I am surprised that JIT in PyTorch gets so little attention. Maybe it's less impactful for PyTorch's usual usecase of large networks, as opposed to general scientific computing?


>I also like that jax.jit forces you to write "functional" functions free of side effects or inplace array updates. It might feel weird at first (and not every algorithm is suited for this style) but ultimately it leads to clearer and faster code.

It's not weird. It's actually the most natural way of doing things for me. You just write down your math equations as JAX and you're done.


> You just write down your math equations as JAX and you're done.

It's natural when your basic unit is a whole vector (tensor), manipulated by some linear algebra expression. It's less natural if your basic unit is an element of a vector.

If you're solving sudoku, for example, the obvious 'update' is in-place.

In-place updates are also often the right answer for performance reasons, such as writing the output of a .map() operation directly to the destination tensor. Jax leans heavily on compile-time optimizations to turn the mathematically-nice code into computer-nice code, so the delta between eager-Jax and compiled-Jax is much larger than the delta between eager-Pytorch and compiled-Pytorch.
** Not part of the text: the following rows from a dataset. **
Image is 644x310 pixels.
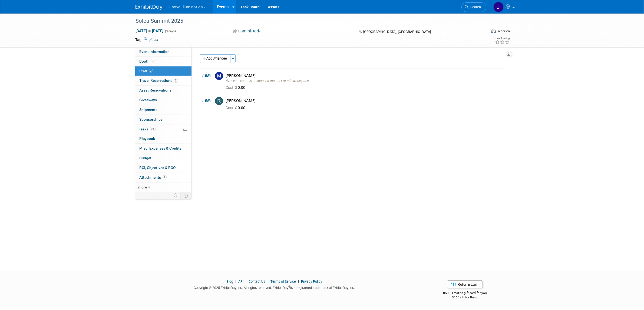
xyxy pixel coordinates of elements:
[150,127,156,131] span: 0%
[150,38,159,42] a: Edit
[139,136,156,141] span: Playbook
[301,279,322,284] a: Privacy Policy
[491,29,496,33] img: Format-Inperson.png
[136,37,159,42] td: Tags
[215,97,223,105] img: R.jpg
[139,117,163,121] span: Sponsorships
[249,279,265,284] a: Contact Us
[202,99,211,103] a: Edit
[135,182,192,192] a: more
[163,175,166,179] span: 1
[289,285,290,288] sup: ®
[226,85,238,90] span: Cost: $
[171,192,181,199] td: Personalize Event Tab Strip
[147,29,152,33] span: to
[266,279,269,284] span: |
[226,85,247,90] span: 0.00
[135,134,192,143] a: Playbook
[271,279,296,284] a: Terms of Service
[149,69,153,73] span: 2
[174,78,178,83] span: 1
[226,78,503,83] div: User account is no longer a member of this workspace.
[495,37,510,40] div: Event Rating
[135,173,192,182] a: Attachments1
[165,30,176,33] span: (3 days)
[135,47,192,56] a: Event Information
[461,3,487,12] a: Search
[244,279,247,284] span: |
[136,4,163,10] img: ExhibitDay
[135,56,192,66] a: Booth
[215,72,223,80] img: M.jpg
[139,146,182,150] span: Misc. Expenses & Credits
[497,29,510,33] div: In-Person
[139,59,156,64] span: Booth
[226,98,503,103] div: [PERSON_NAME]
[152,60,155,63] i: Booth reservation complete
[226,106,238,110] span: Cost: $
[139,98,157,102] span: Giveaways
[139,156,152,160] span: Budget
[454,28,510,36] div: Event Format
[139,69,153,73] span: Staff
[226,106,247,110] span: 0.00
[297,279,300,284] span: |
[363,30,431,34] span: [GEOGRAPHIC_DATA], [GEOGRAPHIC_DATA]
[234,279,237,284] span: |
[422,288,508,300] div: $500 Amazon gift card for you,
[135,96,192,105] a: Giveaways
[135,67,192,76] a: Staff2
[139,78,178,83] span: Travel Reservations
[135,85,192,95] a: Asset Reservations
[493,2,503,12] img: Jordyn Kaufer
[200,55,230,63] button: Add Attendee
[422,295,508,300] div: $150 off for them.
[135,144,192,153] a: Misc. Expenses & Credits
[138,185,147,189] span: more
[231,28,263,34] button: Committed
[139,127,156,131] span: Tasks
[135,76,192,85] a: Travel Reservations1
[226,279,233,284] a: Blog
[136,28,164,33] span: [DATE] [DATE]
[135,115,192,125] a: Sponsorships
[139,166,175,170] span: ROI, Objectives & ROO
[202,74,211,78] a: Edit
[226,73,503,78] div: [PERSON_NAME]
[135,125,192,134] a: Tasks0%
[134,16,478,26] div: Solea Summit 2025
[238,279,244,284] a: API
[135,153,192,163] a: Budget
[139,88,172,92] span: Asset Reservations
[447,280,483,288] a: Refer & Earn
[469,5,481,9] span: Search
[139,107,157,112] span: Shipments
[139,49,170,54] span: Event Information
[136,284,413,290] div: Copyright © 2025 ExhibitDay, Inc. All rights reserved. ExhibitDay is a registered trademark of Ex...
[135,105,192,114] a: Shipments
[181,192,192,199] td: Toggle Event Tabs
[139,175,166,180] span: Attachments
[135,163,192,173] a: ROI, Objectives & ROO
Not Op. I have production / scale experience in PyTorch and toy/hobby experience in JAX. I wish I could have time time or liberty to use JAX more. It consists of small, orthogonal set of ideas that combine like lego blocks. I can attempt to reason from first principals about performance. The documentation is super readable and strives to make you understand things.

JAX seems well engineered. One would argue so was TensorFlow. But ideas behind JAX were built outside Google (autograd) so it has struck right balance with being close to idiomatic Python / Numpy.

PyTorch is where the tailwinds are, though. It is a wildly successful project which has acquired ton of code over the years. So it is little harder to figure out how something works (say torch-compile) from first principles.